Bbc Handmade In Japan Series 1 2of3 The Kimono ... [2K 720p]
Unlike the high-gloss travelogues that reduce Japanese culture to clichés, this episode—presented by bespoke tailor and enthusiast James Fox—dives deep into the dye vats and dusty looms of a dying art. It is not simply a film about clothing; it is an elegy for a craft that once defined the Japanese spirit. The documentary opens not in a Tokyo boutique, but in the quiet, shadowed interior of a Kyoto workshop. Here, Fox strips away the Western misconception of the kimono as merely a "robe." Instead, we see it for what it truly is: a feat of engineering.
In an era of fast fashion and disposable trends, the BBC documentary series Handmade in Japan offers a meditative escape. Nowhere is this more poignant than in Series 1, Episode 2: The Kimono . BBC Handmade in Japan Series 1 2of3 The Kimono ...

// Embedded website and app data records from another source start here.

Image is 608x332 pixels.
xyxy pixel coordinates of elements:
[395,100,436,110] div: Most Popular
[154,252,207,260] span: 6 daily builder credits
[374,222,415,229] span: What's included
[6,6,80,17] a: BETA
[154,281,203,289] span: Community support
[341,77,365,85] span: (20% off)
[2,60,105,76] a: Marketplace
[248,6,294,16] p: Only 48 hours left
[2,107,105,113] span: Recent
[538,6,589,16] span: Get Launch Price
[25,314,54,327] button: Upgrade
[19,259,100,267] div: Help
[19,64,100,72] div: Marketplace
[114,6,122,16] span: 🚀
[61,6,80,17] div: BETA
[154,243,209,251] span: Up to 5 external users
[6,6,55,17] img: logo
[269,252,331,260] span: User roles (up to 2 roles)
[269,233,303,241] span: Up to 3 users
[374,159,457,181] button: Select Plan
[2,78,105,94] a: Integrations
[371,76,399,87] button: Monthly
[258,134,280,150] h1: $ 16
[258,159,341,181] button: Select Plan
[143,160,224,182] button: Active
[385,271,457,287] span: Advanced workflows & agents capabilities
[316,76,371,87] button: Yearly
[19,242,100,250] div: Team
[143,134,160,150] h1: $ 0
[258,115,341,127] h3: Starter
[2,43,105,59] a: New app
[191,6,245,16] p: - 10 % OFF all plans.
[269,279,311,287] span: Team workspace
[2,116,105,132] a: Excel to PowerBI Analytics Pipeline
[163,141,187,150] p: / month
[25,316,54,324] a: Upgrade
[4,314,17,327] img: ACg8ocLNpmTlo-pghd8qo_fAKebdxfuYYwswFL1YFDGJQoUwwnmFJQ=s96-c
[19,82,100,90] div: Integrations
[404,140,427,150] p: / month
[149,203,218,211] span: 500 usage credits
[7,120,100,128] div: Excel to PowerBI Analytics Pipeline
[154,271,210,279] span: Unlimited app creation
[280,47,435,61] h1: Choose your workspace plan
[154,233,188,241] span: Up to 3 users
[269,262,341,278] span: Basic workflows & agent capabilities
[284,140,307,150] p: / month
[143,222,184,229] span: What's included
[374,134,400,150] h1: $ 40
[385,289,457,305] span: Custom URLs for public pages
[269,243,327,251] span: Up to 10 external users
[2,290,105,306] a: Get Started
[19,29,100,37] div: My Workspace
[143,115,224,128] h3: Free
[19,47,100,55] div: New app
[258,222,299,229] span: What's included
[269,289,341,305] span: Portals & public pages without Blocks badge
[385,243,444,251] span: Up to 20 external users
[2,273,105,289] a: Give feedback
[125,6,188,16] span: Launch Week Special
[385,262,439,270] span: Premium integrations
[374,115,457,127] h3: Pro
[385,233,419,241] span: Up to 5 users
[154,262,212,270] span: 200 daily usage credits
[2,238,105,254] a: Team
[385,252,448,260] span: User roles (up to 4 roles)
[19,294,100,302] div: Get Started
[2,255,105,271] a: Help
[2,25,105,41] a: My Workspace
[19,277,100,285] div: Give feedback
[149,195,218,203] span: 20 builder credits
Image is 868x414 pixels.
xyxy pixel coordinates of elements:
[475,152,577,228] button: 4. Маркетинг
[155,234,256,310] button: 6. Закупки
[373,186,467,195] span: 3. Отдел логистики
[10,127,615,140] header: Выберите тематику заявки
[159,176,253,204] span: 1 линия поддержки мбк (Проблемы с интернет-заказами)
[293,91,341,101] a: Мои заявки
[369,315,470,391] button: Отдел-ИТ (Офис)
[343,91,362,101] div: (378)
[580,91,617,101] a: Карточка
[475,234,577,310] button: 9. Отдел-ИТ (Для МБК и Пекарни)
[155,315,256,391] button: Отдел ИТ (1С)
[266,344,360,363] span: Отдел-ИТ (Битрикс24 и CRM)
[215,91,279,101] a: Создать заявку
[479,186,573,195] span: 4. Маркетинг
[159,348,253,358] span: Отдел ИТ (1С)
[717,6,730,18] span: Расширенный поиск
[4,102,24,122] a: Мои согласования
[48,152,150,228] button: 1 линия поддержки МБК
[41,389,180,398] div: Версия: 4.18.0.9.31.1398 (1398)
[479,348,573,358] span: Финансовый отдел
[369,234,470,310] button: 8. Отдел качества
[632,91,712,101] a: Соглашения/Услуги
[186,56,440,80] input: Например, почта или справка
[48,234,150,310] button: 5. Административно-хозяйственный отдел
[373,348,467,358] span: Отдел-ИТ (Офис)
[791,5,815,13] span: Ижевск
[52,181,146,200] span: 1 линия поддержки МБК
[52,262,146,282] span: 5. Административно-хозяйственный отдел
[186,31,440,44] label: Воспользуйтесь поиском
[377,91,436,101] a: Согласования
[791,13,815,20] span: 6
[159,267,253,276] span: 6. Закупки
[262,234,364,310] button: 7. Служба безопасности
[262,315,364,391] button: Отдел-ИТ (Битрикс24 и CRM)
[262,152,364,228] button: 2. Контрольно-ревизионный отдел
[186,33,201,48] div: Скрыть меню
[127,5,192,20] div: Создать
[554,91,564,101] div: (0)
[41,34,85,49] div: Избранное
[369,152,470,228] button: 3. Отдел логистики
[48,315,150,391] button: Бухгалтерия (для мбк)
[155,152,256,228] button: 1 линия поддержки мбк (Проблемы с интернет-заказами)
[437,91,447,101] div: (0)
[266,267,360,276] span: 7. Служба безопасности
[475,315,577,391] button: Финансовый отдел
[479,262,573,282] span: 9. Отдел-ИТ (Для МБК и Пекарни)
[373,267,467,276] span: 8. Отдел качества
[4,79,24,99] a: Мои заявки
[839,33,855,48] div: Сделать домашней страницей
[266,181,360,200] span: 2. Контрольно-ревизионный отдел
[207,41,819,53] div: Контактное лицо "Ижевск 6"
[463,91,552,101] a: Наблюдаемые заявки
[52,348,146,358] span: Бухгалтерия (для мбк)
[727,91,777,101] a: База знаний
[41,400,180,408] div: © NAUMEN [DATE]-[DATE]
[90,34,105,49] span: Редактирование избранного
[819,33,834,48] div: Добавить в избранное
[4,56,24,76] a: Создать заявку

Yet, the tone shifts when the master admits that he has no apprentice. "Young people," he says through a translator, "see the kimono as a coffin. They wear Western clothes to work, Western clothes to party. The kimono is for weddings and funerals only." Here, Fox strips away the Western misconception of
"I am not saving the tradition," the designer admits. "I am mutating it. If it does not change, it will die." Yet, the tone shifts when the master admits
Handmade in Japan: The Kimono is a masterclass in television storytelling. It asks a difficult question: What do we lose when a garment that took six months to make is replaced by a $10 polyester shirt? By the final frame—a slow zoom out on a master dyer working alone in his silent studio—the answer feels devastatingly clear.